Mirrors have another side to them
too
Indeed, some of us can spend inordinate time before mirrors, panel
beating and re-imagining our visage. When speaking at our Adelaide
conference about the place of sin in the first week of the Spiritual
Exercises, Monty Williams quipped, ‘for Ignatius, narcissism was the huge
sin’.
In mythology, Narcissus was the young man who fell in love with and became captivated by his own image reflected in a lake.

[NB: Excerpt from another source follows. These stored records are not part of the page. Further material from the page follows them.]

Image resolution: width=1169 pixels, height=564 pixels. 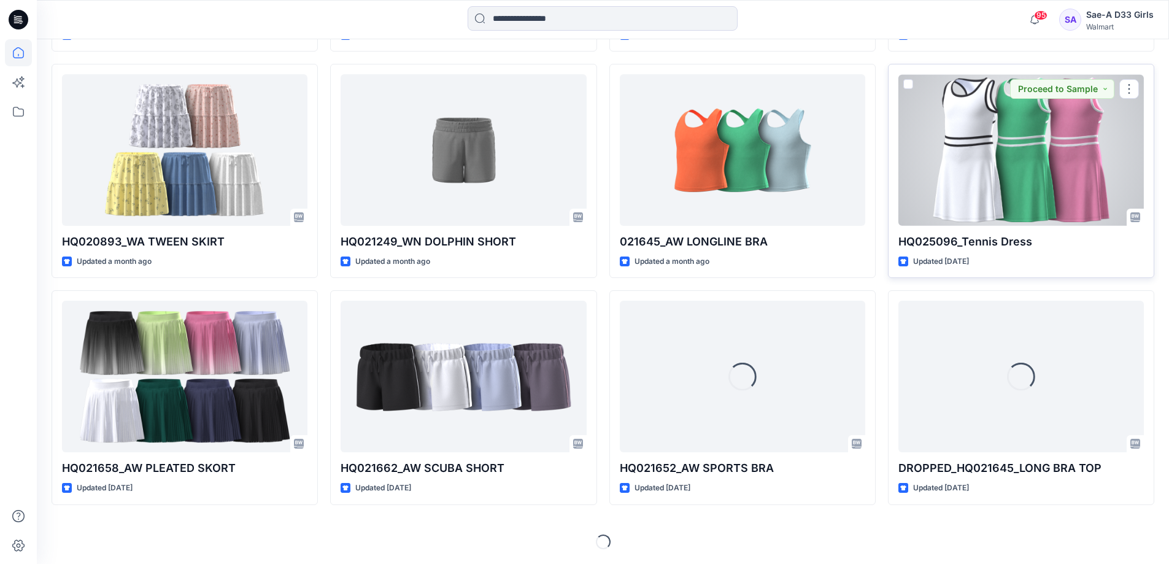 What do you see at coordinates (1070, 20) in the screenshot?
I see `div: SA` at bounding box center [1070, 20].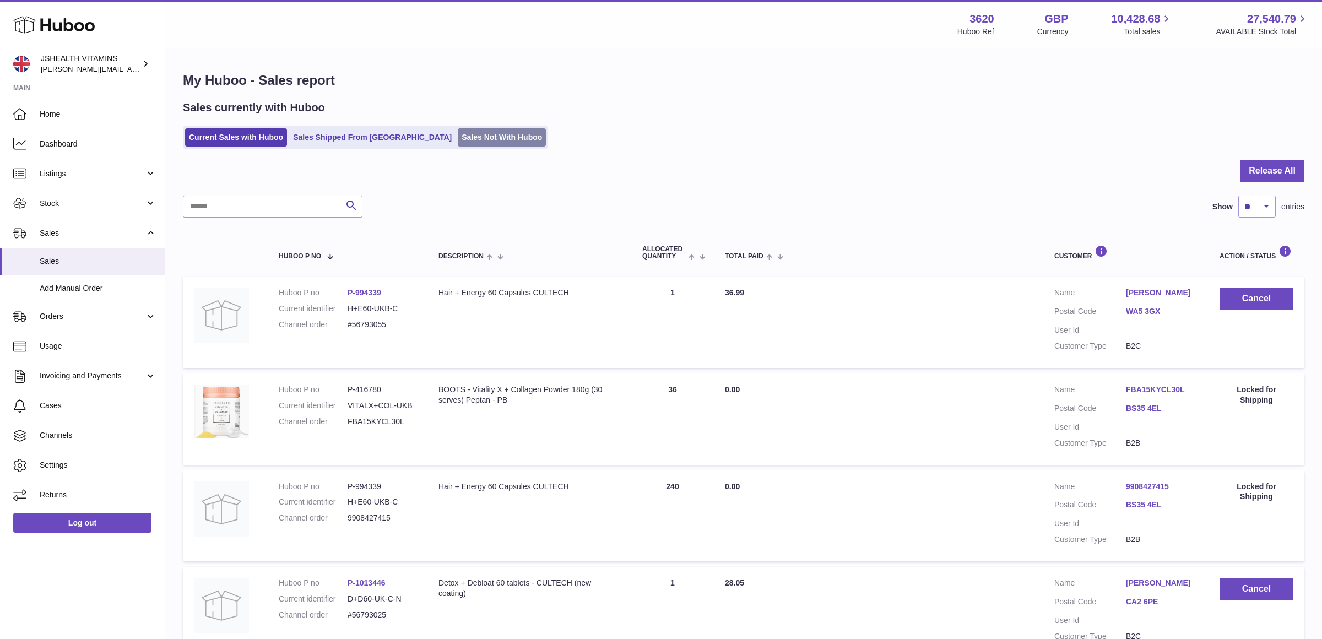  Describe the element at coordinates (382, 518) in the screenshot. I see `dd: 9908427415` at that location.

That great saint, Teresa of Avila, once remarked that ‘it is absurd to think that we can enter heaven without first entering our own souls—without getting to know ourselves’. And if you want to know why we do not reach the intimacy of walking with the Lord in the cool of the evening, it is because we are unwilling to see ourselves as we are.
This is not a very popular idea in our post-modernist age of image, where spin predominates over substance, and where style—even lifestyle—is more important than searching for the truth. To quote an excellent newsletter article by the Dean of Students at Brisbane Girls Grammar School in June last year, ours is a ‘culture where narcissism has been repackaged and sold as normal’. We need constantly to return to those words in Samuel: ‘We look at the outward appearance, but the Lord looks at the heart’ (1 Samuel 16:7).
While inordinate use of the mirror might reveal a preoccupation with self-image, nonetheless all of us need a strong self-picture, a healthy self-esteem. After all, the Gospel enjoins us to love our neighbour as ourselves. Yet have we gone overboard on self-esteem? Is this the narcissism which, according to Monty Williams, Ignatius saw as ‘the huge sin’? Should we be focusing more on self-respect rather than self-esteem?
One thing is clear.
If self-esteem flows from a heartfelt knowledge of how much we are loved by God, it will not be the selfish narcissism, ‘the huge sin’ abhorred by St Ignatius. After all, we are told in Genesis 1:26 that we are a mirror, an ‘image of God’. That is our true spiritual identity.
Indeed, we need to hear again and again on our pilgrim’s journey those enchanting words of Isaiah: ‘You are precious in my eyes. You are honoured and I love you’ (Isaiah 43:4). That is our true mirror.